Hand me a bag

April 19, 2013 | By TONY FRANCOIS

Today, Pacific Legal Foundation, on behalf of itself and the Howard Jarvis Taxpayers Association, filed this letter, asking the California Supreme Court to grant review in Schmeer v. County of Los Angeles, which is a case about a paper bag, a dime, and the state constitution.  In Schmeer, the California Court of Appeal said that it is not a “tax” when the government forces a shopper to pay the grocery store a fee (ten cents) for every paper shopping bag the store gives them, and then tells the store how to spend the money (on materials to encourage shoppers to use reusable bags instead).

Such a scheme should be prohibited by Proposition 26, which defines a “tax” as “any levy, charge, or exaction of any kind.”  The voters of California enacted Proposition 26 in 2010 because they had had enough of new taxes being dressed up as fees for new regulatory programs.  By disguising taxes as regulatory fees, state and local governments were successfully avoiding legislative and voter approval requirements in the California Constitution.  In response, Proposition 26 makes it as clear that, with very limited exceptions, any new “levy, charge, or exaction of any kind” requires a supermajority vote in the state legislature, or voter approval in the case of local taxes.

So imagine the public’s surpise when Schmeer says the bag charge is not a tax because the grocery store keeps the money (which the shopper is forced by law to pay), and spends the money itself (on things that law requires it be spent on), without the money ever being deposited in a government account.  Essentially, Schmeer says that the government can raise your taxes all day long without voter approval if it finds another private party that it can order to collect the taxes and carry out the government program.  This is an important case for the state Supreme Court to grant review and reverse the appellate court’s absurd conclusion.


TASK REQUIREMENTS:
Search the lines of the records for the word "après", and copy every line that has it.

───

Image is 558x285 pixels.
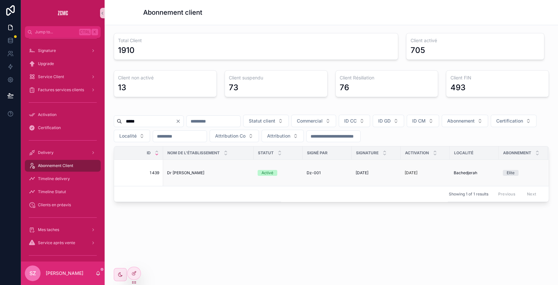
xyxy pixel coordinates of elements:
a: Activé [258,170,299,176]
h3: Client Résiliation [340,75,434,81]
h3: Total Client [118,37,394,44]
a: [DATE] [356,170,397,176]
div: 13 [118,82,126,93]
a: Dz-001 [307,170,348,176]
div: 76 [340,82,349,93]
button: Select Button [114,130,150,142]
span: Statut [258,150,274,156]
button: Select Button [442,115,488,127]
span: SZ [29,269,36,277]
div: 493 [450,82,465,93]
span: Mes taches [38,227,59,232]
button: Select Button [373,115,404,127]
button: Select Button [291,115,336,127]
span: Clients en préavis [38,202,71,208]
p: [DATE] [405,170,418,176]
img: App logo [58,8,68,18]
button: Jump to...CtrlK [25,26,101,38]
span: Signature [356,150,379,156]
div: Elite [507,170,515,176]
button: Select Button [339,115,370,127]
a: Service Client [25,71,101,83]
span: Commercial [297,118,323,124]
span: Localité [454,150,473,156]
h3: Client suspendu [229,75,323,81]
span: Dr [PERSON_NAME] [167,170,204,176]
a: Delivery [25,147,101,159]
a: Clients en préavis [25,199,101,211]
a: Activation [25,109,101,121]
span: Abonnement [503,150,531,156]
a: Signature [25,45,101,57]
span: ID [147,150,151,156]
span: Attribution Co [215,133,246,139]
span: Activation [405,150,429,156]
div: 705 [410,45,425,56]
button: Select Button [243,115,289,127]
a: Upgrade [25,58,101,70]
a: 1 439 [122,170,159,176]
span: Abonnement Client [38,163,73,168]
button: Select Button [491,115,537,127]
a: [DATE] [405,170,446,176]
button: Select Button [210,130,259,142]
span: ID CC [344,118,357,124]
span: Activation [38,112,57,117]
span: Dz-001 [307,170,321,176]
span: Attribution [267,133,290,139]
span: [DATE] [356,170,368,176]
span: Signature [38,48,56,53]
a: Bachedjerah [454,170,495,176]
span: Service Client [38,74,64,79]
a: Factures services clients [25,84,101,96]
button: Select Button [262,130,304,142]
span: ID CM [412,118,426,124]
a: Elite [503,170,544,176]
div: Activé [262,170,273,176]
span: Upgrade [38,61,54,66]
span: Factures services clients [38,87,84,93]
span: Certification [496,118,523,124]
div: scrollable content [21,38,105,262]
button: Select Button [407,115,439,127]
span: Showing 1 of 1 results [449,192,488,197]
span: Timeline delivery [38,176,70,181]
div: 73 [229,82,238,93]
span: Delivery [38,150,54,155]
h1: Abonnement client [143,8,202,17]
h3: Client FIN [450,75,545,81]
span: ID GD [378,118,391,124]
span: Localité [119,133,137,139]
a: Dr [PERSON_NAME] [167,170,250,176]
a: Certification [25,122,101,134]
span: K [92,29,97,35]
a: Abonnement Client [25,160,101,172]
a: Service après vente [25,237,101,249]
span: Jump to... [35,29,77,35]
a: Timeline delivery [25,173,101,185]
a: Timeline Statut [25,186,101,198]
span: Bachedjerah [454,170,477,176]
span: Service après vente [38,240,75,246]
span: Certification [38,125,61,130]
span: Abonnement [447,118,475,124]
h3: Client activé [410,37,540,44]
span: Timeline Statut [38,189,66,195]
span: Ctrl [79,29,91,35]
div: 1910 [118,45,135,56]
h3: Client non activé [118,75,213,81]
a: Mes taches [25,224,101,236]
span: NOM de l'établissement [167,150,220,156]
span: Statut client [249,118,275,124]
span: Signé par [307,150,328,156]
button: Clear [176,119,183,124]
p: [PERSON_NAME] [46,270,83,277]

───

RESULT:
a: Service après vente [25,237,101,249]
span: Service après vente [38,240,75,246]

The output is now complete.